Films

Classic Scene: The Truman Show

Good afternoon, good evening and goodnight, it’s Jim Carrey’s Oscar nominated drama…

Truman Burbank, may not have been in the know about his predicament, but at last he had the option to move about a massive film set freely and within less than 6 feet of the people around him. Directed by Peter Weir and starring Jim Carrey, 1998’s The Truman Show was both a critical and commercial success with three Academy Award nominations and a global box office gross of over $264 million on a $60 million budget. But did you know…


1) The film was originally planned to be much darker. Screenwriter Andrew Niccol’s penned a first draft of the script as early as 1991, then titled “The Malcolm Show’, which was set in a reconstructed version of New York City. “It would be somewhat darker, more paranoid”, commented Weir. “I thought I had to relax it and give the audience, within the terms that the movie was setting up, the feeling that this was possible. If you don’t believe that it’s possible as it’s happening, you won’t go with the film. So I thought, further to that, that this producer played by Ed Harris would be selling a lifestyle. He wouldn’t be presenting something for 24 hours a day that you already live in, because you want to escape via ‘the box.” 


2) Both Weir and Carrey were fully committed to the project, so much so that Carrey took a pretty big pay cut. Rather than his standard $20 million fee at the time, he agreed to do The Truman Show for $12 Million. Weir, meanwhile, waited a full year for Carrey to complete another project before they could start production. During this time Weir and Niccol worked on over 14 drafts of the script and even came up with elaborate backstories for the characters and actors featured within the Truman production.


» Task goal
What is needed is an exact transcription of the listing, with the images removed.

-=-=-=-=-

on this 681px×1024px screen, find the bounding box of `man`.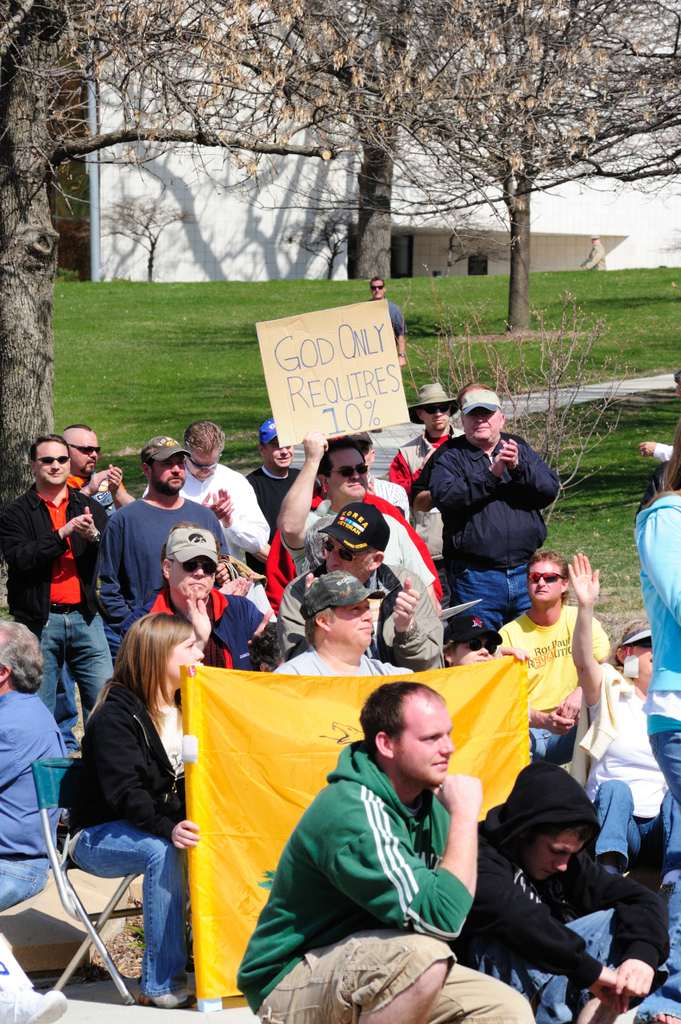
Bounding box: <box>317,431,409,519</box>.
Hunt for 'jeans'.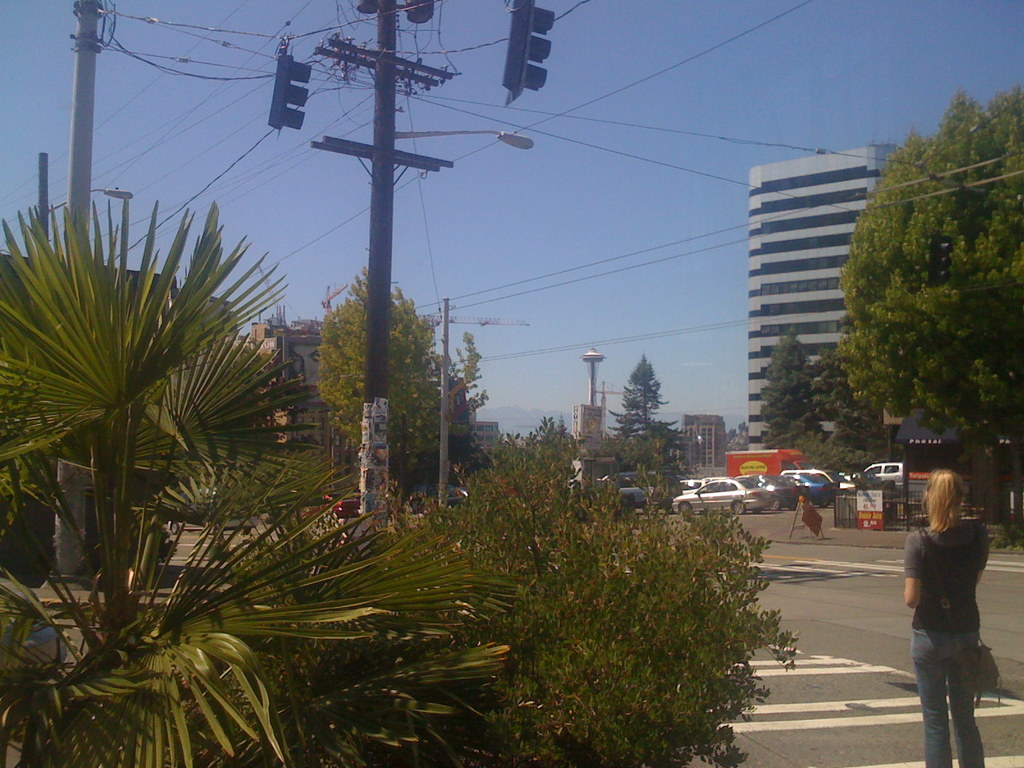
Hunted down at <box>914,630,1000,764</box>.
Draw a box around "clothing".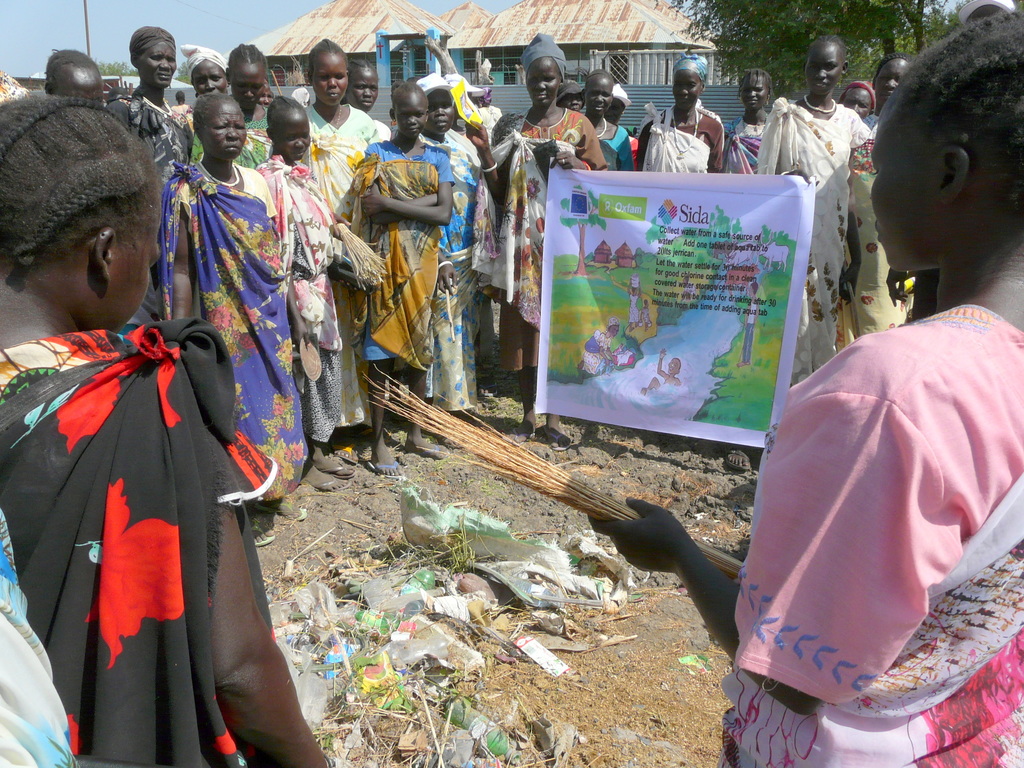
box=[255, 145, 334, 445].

-=-=-=-=-

» Written answer
on this 681px×1024px screen, find the bounding box of `man`.
Bounding box: <box>317,431,409,519</box>.
Hunt for 'jeans'.
Hunted down at <box>914,630,1000,764</box>.
Draw a box around "clothing".
box=[255, 145, 334, 445].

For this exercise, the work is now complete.